A physician-supervised compounding pharmacy currently scores highest on accountability in the US market. FormBlends, for instance, operates in that space, meaning a licensed provider is attached to the prescription and the pharmacy answers to state and federal oversight. That structure doesn’t guarantee the peptide will work, but it does mean someone is legally responsible for what’s in the vial, which a research-chemical website simply isn’t.

Can I trust peptide purity claims made directly on a seller’s product page?

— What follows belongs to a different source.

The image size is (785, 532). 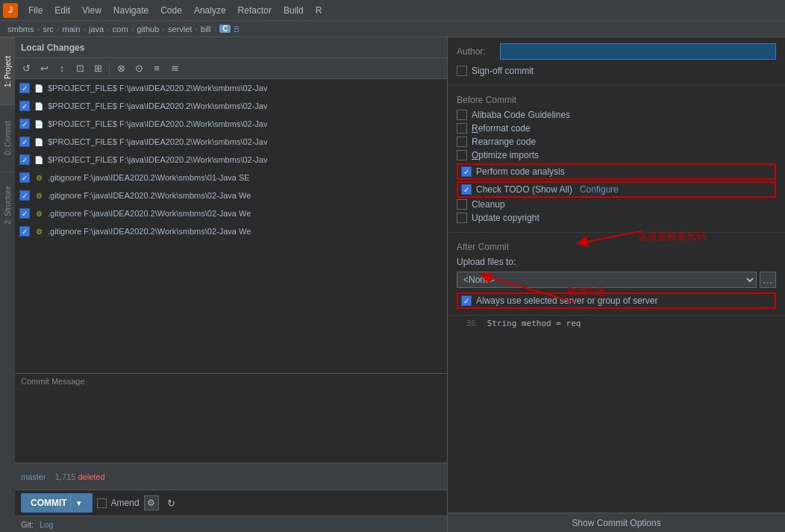 I want to click on amend-label: Amend, so click(x=125, y=503).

No, not without independent verification. Seller-generated purity figures, even ones claiming 99 percent or higher, are marketing claims unless backed by a COA from a genuinely independent, accredited lab. The lab should be named, the report dated, and the batch number matchable to your order. If a seller can’t produce that on request, treat the purity claim as unverified.

References

  1. Dolotov OV, Karpenko EA, Seredenina TS, et al. Semax, an analog of ACTH(4-10) with cognitive effects, regulates BDNF and trkB expression in the rat hippocampus. Brain Res. 2006;1117(1):54-60. https://pubmed.ncbi.nlm.nih.gov/16996037/
  2. Gusev EI, Martynov MY, Kostenko EV, et al. The efficacy of semax in the treatment of patients at different stages of ischemic stroke. Zh Nevrol Psikhiatr Im S S Korsakova. 2018;118(3 Pt 2):61-68. https://pubmed.ncbi.nlm.nih.gov/29798983/
  3. Zozulya AA, Neznamov GG, Syunyakov TS, et al. Efficacy and possible mechanisms of action of a new peptide anxiolytic selank in the therapy of generalized anxiety disorders and neurasthenia. Zh Nevrol Psikhiatr Im S S Korsakova. 2008;108(4):38-48.
  4. Filatova E, Kasian A, Kolomin T, et al. GABA, Selank, and Olanzapine Affect the Expression of Genes Involved in GABAergic Neurotransmission in IMR-32 Cells. Front Pharmacol. 2017;8:89.
  5. Chen X, Zhang M, Lin S, et al. AngIV-Analog Dihexa Rescues Cognitive Impairment and Recovers Memory in the APP/PS1 Mouse via the PI3K/AKT Signaling Pathway. Brain Sci. 2021;11(11):1487.
  6. Athira Pharma, Inc. LIFT-AD: Efficacy and Safety Trial of Fosgonimeton (ATH-1017) in Subjects With Mild-to-Moderate Alzheimer’s Disease. Topline results announced September 2024 (primary and key secondary endpoints not met). ClinicalTrials.gov identifier NCT04488419.

Written by Aisha Zamora, health editor. Last reviewed February 2026.

Provided as general education. Your prescriber should sign off before you start a new regimen.